Tue. Mar 19th, 2024

Sam Kohl over at iupdate didn’t waste time in picking up the Apple self repair kit – 79lb of Apple’s own tools that you can now buy or rent by the week. They arrived in two pretty intimidating cases, and it may just be a marketing stunt for Apple’s own Genius Bar.

Apple announced their Self Repair program in 2021, stating that it would launch early in 2022. Now whether late April counts as “early” or not is down to you, its the first half I guess so it could have been worse.

Apple Self Repair Store
This is how Apple’s Self Service Repair Store looks… pretty generic!

The Apple Self Repair website is pretty bare bones, it looks like a default shopping website template and looks as though it’s run by a third party. At least Apple would have you think that. Even in the Privacy Policy it’s described as SPOT (Service Repair Or Tools), not as Apple. It doesn’t fill you with confidence at the beginning that this is an Apple service.

When the rented tools arrive as seen in iupdate’s video, you get two huge cases filled with what seems to be the same tools that Apple’s Genius Bar would use behind the scenes. These tools are covered with warning labels about crush hazards and hot surfaces.

Perhaps this is the point. Apple hasn’t introduced this program out of a passion to do so. It’s not here to save you money. After rental of tools and the parts, the total cost is between $10 and $40 of what you’d pay someone else to do it at the Apple store.

Apple Self Repair Benefits

I guess if you don’t live anywhere near an Apple store though, this is still helpful. My theory however is that Apple is just doing this to show how much goes into doing a repair on an iPhone properly.

Can you get your iPhone repaired at a corner phone store? Sure. But will it still be waterproof, will it work as expected? Maybe not. Maybe Apple wants to show that they protected the process before because it’s not easy to do well. Building a piece of tech as powerful and advanced as an iPhone AND making it waterproof isn’t easy. Expecting to repair it with cheap tools is probably not realistic.

Everyone likes to rag on Apple for not supporting easy repair of their phones, but now, you can do it properly. That can only be a good thing.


WHAT TO WORK ON: Take the whole listing and reproduce it exactly, pictures excepted.
▬▬▬▬▬▬▬▬▬▬
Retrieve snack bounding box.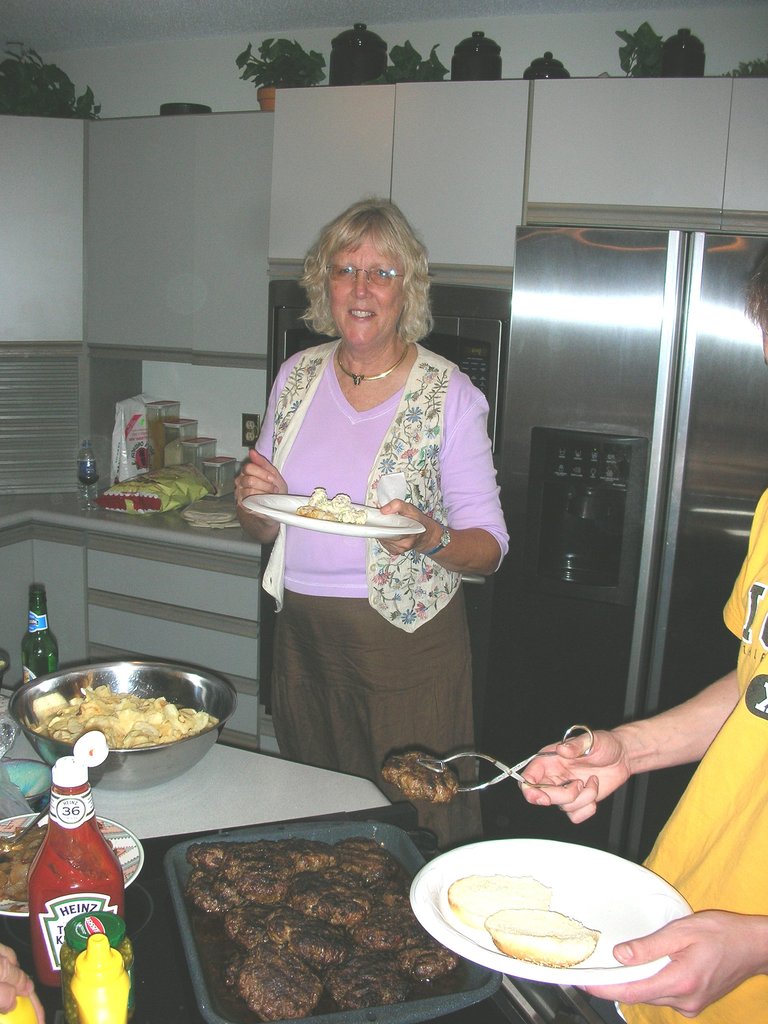
Bounding box: {"left": 0, "top": 810, "right": 121, "bottom": 914}.
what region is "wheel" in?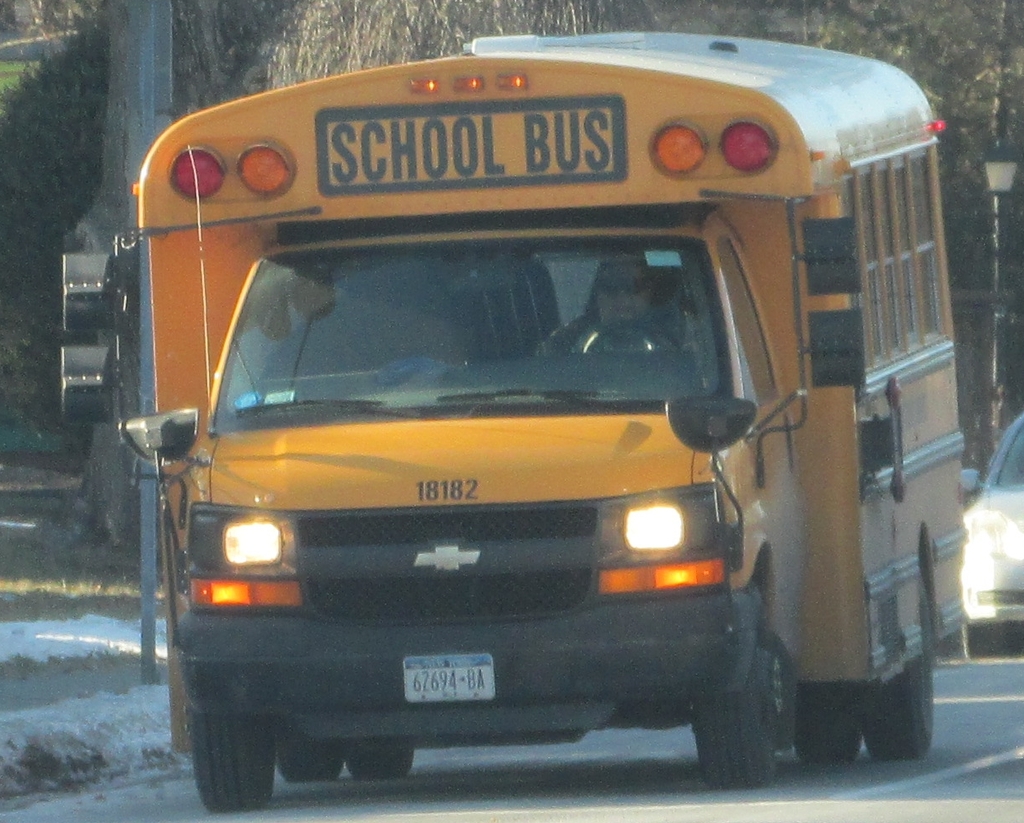
<bbox>185, 702, 281, 810</bbox>.
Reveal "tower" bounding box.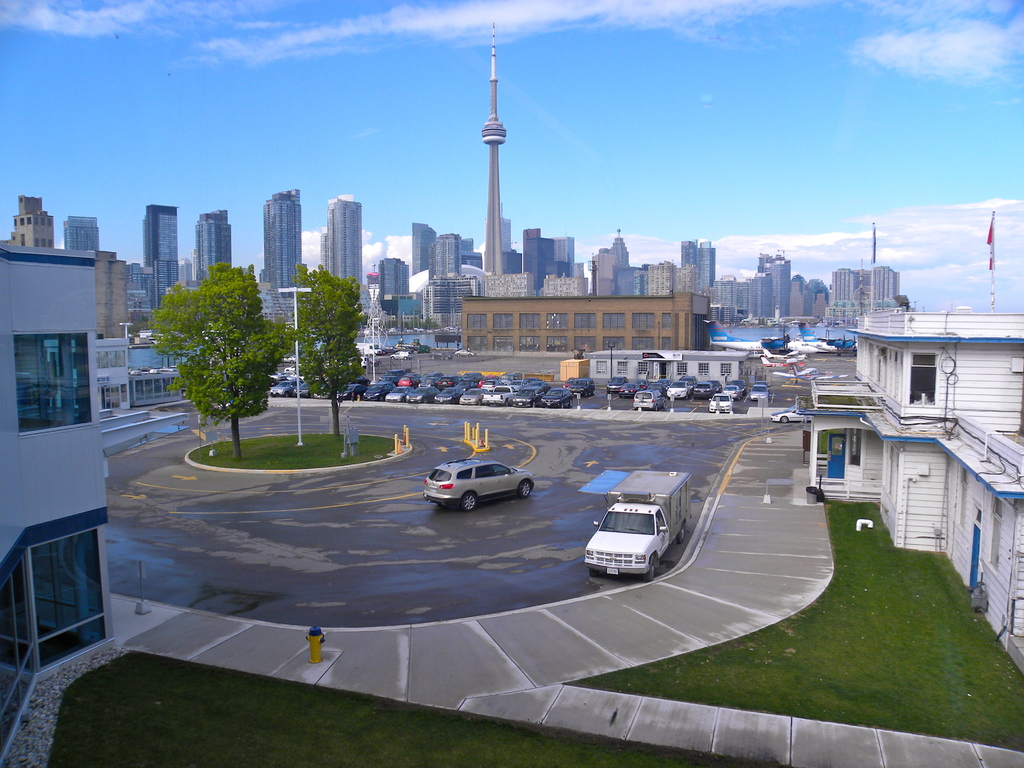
▬▬▬▬▬▬▬▬▬▬
OUTPUT OF THE EXERCISE:
Retrieve snack bounding box.
Bounding box: {"left": 0, "top": 810, "right": 121, "bottom": 914}.
what region is "wheel" in?
<bbox>185, 702, 281, 810</bbox>.
Reveal "tower" bounding box.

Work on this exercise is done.